There’s a scene in the later half of season three of Netflix’s pitch-black comedy Dead To Me (the soapy-yet-silly series about the unlikely friendship borne between two women who accidentally kill each other’s dirtbag husbands) that perfectly encapsulates two of the series’ most important characters: Christina Applegate’s Jen Harding and Jams Mardsen’s Ben Wood. The pair’s will-they-won’t-they has been complicated by grief: The loss of Jen’s husband opens season one, while season three’s plot swirls around the discovery of the corpse of Ben’s long-missing twin, who, uh, Jen killed in a heated altercation (unbeknownst to loveable lunk Ben). “How do you cope with the pain?” a wet-eyed Ben asks tough-gal Jen, who is wracked with guilt. She shows him her secret coping strategy as they sit in her SUV, turning on the stereo system.
The gag here is that you’re set up to expect blonde, suburban Jen to have a playlist of lovelorn songs at the ready, but instead she’s blasting metal music, explaining to Ben that screaming along to the curse-laden, abrasive sounds helped her process her rage at her husband’s unexpected death. I dare you not to cackle as Ben shares he’s more of a Patsy Cline kinda guy.
The only thing that could’ve made the scene any better would have been if Jen’s playlist included Halifax metalcore outfit Pale Ache—specifically, the band’s 2022 offering, Mourning as a Metaphor. The LP opens with squalls of feedback before guttural, shouted lyrics share “all I am died today/all I am died with you.” It’s beyond being dropped in the deep end. Rather, the band is dunking you into the depths of the abyss.
But you don’t have to have an ear for hardcore to quickly find yourself carried by the current: Mourning manages to deliver the dramatic and the distorted in a way that makes a notoriously opaque genre suddenly permeable, based off its knack for melody in a type of music dismissed as not having any.
Snarling, emotionally cognizant lyrics and pummelling percussion are the floor of an album that grabs you into an undertow at split-second speed. Pale Ache’s sense of the audience’s load-bearing ability is part of what makes the album such a standout, though: An innate instinct of when to switch tempo, when to break the heaviness, and when to double down on it, keeps listeners’ stamina high and ears hooked.
By the album’s midpoint, the standout “I Saw Life”, your own inner Jen will be rollicking in a thunderstorm of big feelings—all while Pale Ache grows a sense of atmospheric dread via a slowly building backing that reaches its dizzying apex as lyrics scream: “mourning as a metaphor/echoing throughout these vacant halls/wondering if you'd be proud to see the ways we've grown/but I guess I'll never know.”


▸ EXERCISE DESCRIPTION
Set down only the lines from the one containing "Give me the" through the final line of the entries below, exactly as they stand, with no pictures.

=== Begin Enclosure ===

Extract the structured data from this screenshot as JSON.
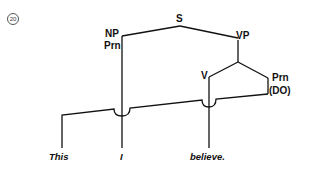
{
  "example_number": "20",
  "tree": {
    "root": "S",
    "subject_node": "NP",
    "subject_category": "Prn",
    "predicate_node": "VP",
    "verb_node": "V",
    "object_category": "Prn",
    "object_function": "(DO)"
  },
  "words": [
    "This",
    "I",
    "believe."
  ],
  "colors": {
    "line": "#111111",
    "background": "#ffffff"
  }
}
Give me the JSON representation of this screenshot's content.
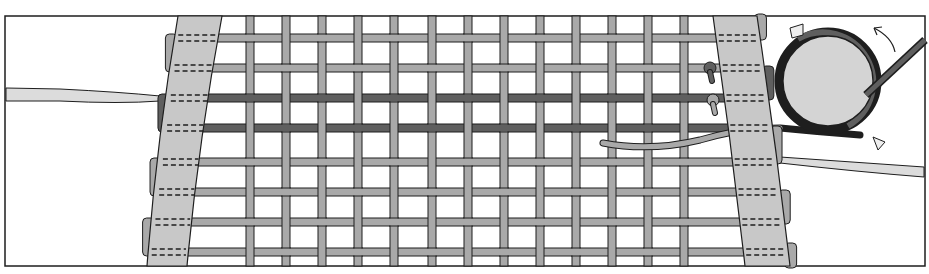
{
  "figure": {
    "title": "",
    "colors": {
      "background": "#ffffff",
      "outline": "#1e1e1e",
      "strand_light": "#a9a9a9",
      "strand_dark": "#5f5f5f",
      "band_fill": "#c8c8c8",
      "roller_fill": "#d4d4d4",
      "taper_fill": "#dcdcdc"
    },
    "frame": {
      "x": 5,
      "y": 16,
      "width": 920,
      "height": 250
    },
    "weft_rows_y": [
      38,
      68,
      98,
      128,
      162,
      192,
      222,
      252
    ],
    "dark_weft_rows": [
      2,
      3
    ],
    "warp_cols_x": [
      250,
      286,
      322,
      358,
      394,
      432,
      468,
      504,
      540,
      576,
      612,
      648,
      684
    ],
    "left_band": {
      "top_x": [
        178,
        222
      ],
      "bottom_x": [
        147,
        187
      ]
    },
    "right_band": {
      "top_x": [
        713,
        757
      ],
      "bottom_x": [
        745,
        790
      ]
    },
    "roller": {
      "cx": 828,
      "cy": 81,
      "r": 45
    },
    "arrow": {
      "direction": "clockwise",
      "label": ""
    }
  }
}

=== End Enclosure ===

▸ PROBLEM SOLUTION
Give me the JSON representation of this screenshot's content.
{
  "figure": {
    "title": "",
    "colors": {
      "background": "#ffffff",
      "outline": "#1e1e1e",
      "strand_light": "#a9a9a9",
      "strand_dark": "#5f5f5f",
      "band_fill": "#c8c8c8",
      "roller_fill": "#d4d4d4",
      "taper_fill": "#dcdcdc"
    },
    "frame": {
      "x": 5,
      "y": 16,
      "width": 920,
      "height": 250
    },
    "weft_rows_y": [
      38,
      68,
      98,
      128,
      162,
      192,
      222,
      252
    ],
    "dark_weft_rows": [
      2,
      3
    ],
    "warp_cols_x": [
      250,
      286,
      322,
      358,
      394,
      432,
      468,
      504,
      540,
      576,
      612,
      648,
      684
    ],
    "left_band": {
      "top_x": [
        178,
        222
      ],
      "bottom_x": [
        147,
        187
      ]
    },
    "right_band": {
      "top_x": [
        713,
        757
      ],
      "bottom_x": [
        745,
        790
      ]
    },
    "roller": {
      "cx": 828,
      "cy": 81,
      "r": 45
    },
    "arrow": {
      "direction": "clockwise",
      "label": ""
    }
  }
}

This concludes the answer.